Practical informations
Contact
didier.georges@univ-grenoble-alpes.fr
Partners
Origins and skills of SEEPIA project members
Team | Researchers | Competences |
GIPSA-lab (Equipe Infinity) | Didier GEORGES Christophe PRIEUR Emmanuel WITRANT Pascal BELLEMAIN | Deterministic modeling, observation and control of large dynamical systems and EDP [4-6] Numerical simulation and data integration |
LIG (Equipes HAwAI / STEAMER) | Julie DUGDALE Carole ADAM | Multi-agent approach; behavioral modeling [7] |
LJK (Equipe AIRSEA) | Clémentine PRIEUR | Statistical methods: sensitivity analysis, Bayesian estimation, stochastic modelling, quantification of uncertainties [8] |
INRIA (Projet CORSE) | Fabrice RASTELLO | Simulation, compiler optimization, automatic parallelization [9] |
Univ.

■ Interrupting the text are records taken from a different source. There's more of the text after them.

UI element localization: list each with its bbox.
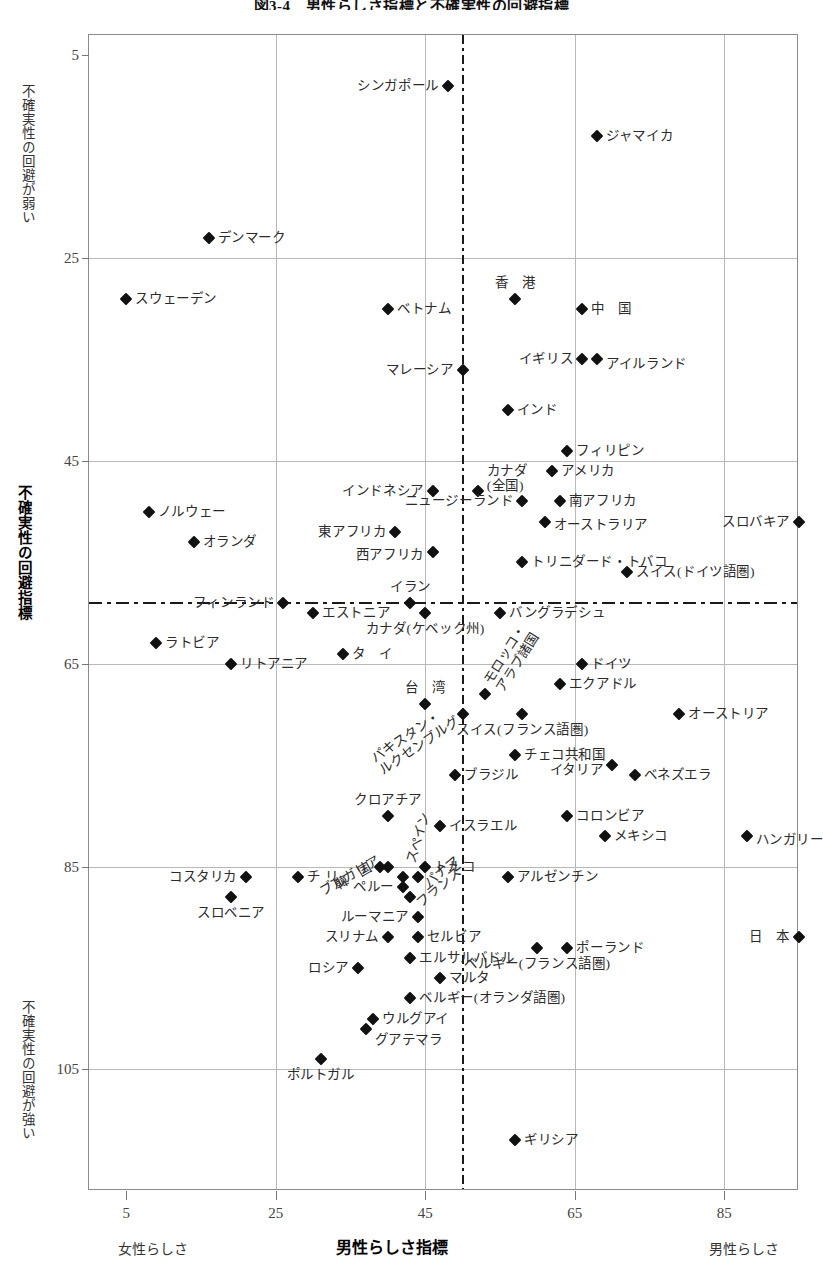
data-point-label: コスタリカ — [169, 869, 237, 884]
data-point-marker[interactable] — [277, 596, 290, 609]
data-point-marker[interactable] — [516, 556, 529, 569]
data-point-marker[interactable] — [441, 79, 454, 92]
data-point-marker[interactable] — [740, 830, 753, 843]
data-point-marker[interactable] — [225, 891, 238, 904]
data-point-marker[interactable] — [352, 962, 365, 975]
data-point-marker[interactable] — [404, 951, 417, 964]
data-point-marker[interactable] — [389, 526, 402, 539]
data-point-marker[interactable] — [404, 596, 417, 609]
data-point-label: エルサルバドル — [419, 950, 514, 965]
data-point-marker[interactable] — [187, 536, 200, 549]
data-point-label: マルタ — [449, 971, 490, 986]
data-point-marker[interactable] — [546, 465, 559, 478]
data-point-marker[interactable] — [359, 1022, 372, 1035]
data-point-label: ロシア — [308, 960, 349, 975]
data-point-marker[interactable] — [494, 607, 507, 620]
y-axis-tick-mark — [82, 664, 89, 665]
data-point-marker[interactable] — [404, 992, 417, 1005]
data-point-marker[interactable] — [793, 931, 806, 944]
y-axis-lower-band-label: 不確実性の回避が強い — [14, 1000, 34, 1140]
data-point-marker[interactable] — [120, 292, 133, 305]
data-point-marker[interactable] — [314, 1053, 327, 1066]
data-point-marker[interactable] — [576, 353, 589, 366]
data-point-marker[interactable] — [411, 931, 424, 944]
data-point-marker[interactable] — [576, 302, 589, 315]
data-point-marker[interactable] — [501, 870, 514, 883]
data-point-marker[interactable] — [516, 708, 529, 721]
data-point-marker[interactable] — [411, 911, 424, 924]
data-point-marker[interactable] — [202, 231, 215, 244]
gridline-vertical — [276, 35, 277, 1189]
data-point-marker[interactable] — [479, 688, 492, 701]
data-point-marker[interactable] — [456, 708, 469, 721]
data-point-label: エストニア — [322, 606, 390, 621]
x-axis-tick-mark — [276, 1191, 277, 1200]
data-point-marker[interactable] — [561, 444, 574, 457]
data-point-marker[interactable] — [509, 749, 522, 762]
data-point-label: シンガポール — [357, 78, 439, 93]
data-point-label: スペイン — [405, 810, 434, 864]
data-point-label: コロンビア — [576, 808, 644, 823]
data-point-marker[interactable] — [307, 607, 320, 620]
data-point-label: スウェーデン — [135, 291, 217, 306]
data-point-label: スイス(ドイツ語圏) — [636, 565, 755, 580]
data-point-marker[interactable] — [539, 515, 552, 528]
data-point-marker[interactable] — [142, 505, 155, 518]
data-point-marker[interactable] — [576, 657, 589, 670]
x-axis-tick-mark — [425, 1191, 426, 1200]
data-point-marker[interactable] — [434, 972, 447, 985]
data-point-marker[interactable] — [606, 759, 619, 772]
data-point-marker[interactable] — [673, 708, 686, 721]
data-point-marker[interactable] — [240, 870, 253, 883]
data-point-marker[interactable] — [382, 809, 395, 822]
data-point-label: イタリア — [550, 762, 603, 777]
data-point-marker[interactable] — [382, 931, 395, 944]
data-point-marker[interactable] — [292, 870, 305, 883]
data-point-marker[interactable] — [509, 292, 522, 305]
data-point-label: モロッコ・アラブ諸国 — [482, 623, 542, 695]
data-point-marker[interactable] — [531, 941, 544, 954]
data-point-marker[interactable] — [397, 880, 410, 893]
data-point-label: マレーシア — [386, 362, 454, 377]
data-point-marker[interactable] — [561, 809, 574, 822]
data-point-label: ペルー — [353, 879, 394, 894]
x-axis-tick-label: 25 — [256, 1205, 296, 1222]
data-point-label: スロバキア — [722, 514, 790, 529]
data-point-marker[interactable] — [516, 495, 529, 508]
data-point-marker[interactable] — [598, 830, 611, 843]
data-point-marker[interactable] — [793, 515, 806, 528]
data-point-marker[interactable] — [553, 678, 566, 691]
data-point-marker[interactable] — [456, 363, 469, 376]
data-point-label: スロベニア — [197, 906, 265, 921]
data-point-marker[interactable] — [150, 637, 163, 650]
y-axis-tick-mark — [82, 258, 89, 259]
data-point-label: ニュージーランド — [405, 494, 514, 509]
y-axis-tick-label: 45 — [45, 452, 79, 469]
data-point-marker[interactable] — [434, 820, 447, 833]
data-point-marker[interactable] — [501, 404, 514, 417]
data-point-label: イラン — [390, 579, 431, 594]
data-point-marker[interactable] — [419, 607, 432, 620]
y-axis-tick-label: 5 — [45, 47, 79, 64]
data-point-marker[interactable] — [509, 1134, 522, 1147]
data-point-marker[interactable] — [382, 302, 395, 315]
data-point-label: ドイツ — [591, 656, 632, 671]
data-point-label: チリ — [307, 869, 343, 884]
data-point-marker[interactable] — [419, 698, 432, 711]
data-point-marker[interactable] — [337, 647, 350, 660]
y-axis-tick-label: 85 — [45, 858, 79, 875]
data-point-marker[interactable] — [561, 941, 574, 954]
data-point-marker[interactable] — [225, 657, 238, 670]
data-point-marker[interactable] — [553, 495, 566, 508]
data-point-marker[interactable] — [426, 546, 439, 559]
data-point-label: フィリピン — [576, 443, 644, 458]
data-point-marker[interactable] — [628, 769, 641, 782]
plot-area: 525456585105525456585シンガポールジャマイカデンマークスウェ… — [88, 34, 798, 1190]
data-point-marker[interactable] — [591, 130, 604, 143]
data-point-marker[interactable] — [367, 1012, 380, 1025]
data-point-label: ハンガリー — [756, 833, 823, 848]
data-point-label: オーストリア — [688, 707, 769, 722]
data-point-marker[interactable] — [449, 769, 462, 782]
data-point-marker[interactable] — [591, 353, 604, 366]
gridline-horizontal — [89, 1069, 797, 1070]
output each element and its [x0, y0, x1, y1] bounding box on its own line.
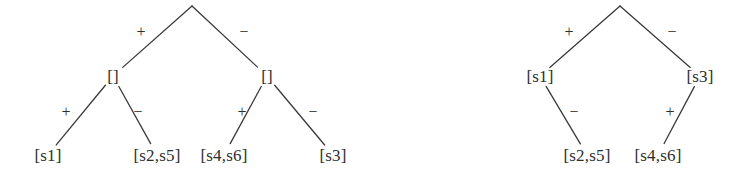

Shiraz, Iran | Reza SAMENI | SAMENI SEIR compartmental modeling; nonlinear filtering [3] |
Location
38400 Saint-Martin-D'hères
France
Complementarities with other projects
The project will be able to benefit from the contact graph approach developed by the project "Sparsification of contact graphs to slow down epidemic propagation" (contact: Claire Mathieu) with regard to understanding transmission at the individual scale and moving this analysis to a population scale (via the transmission rate in particular).
Our multi-zone model could be shared, particularly with regard to restoring mobility flows, with the CRAN project (contact: Samson Lasaulce) which is interested in strategies for controlling the epidemic at the international level.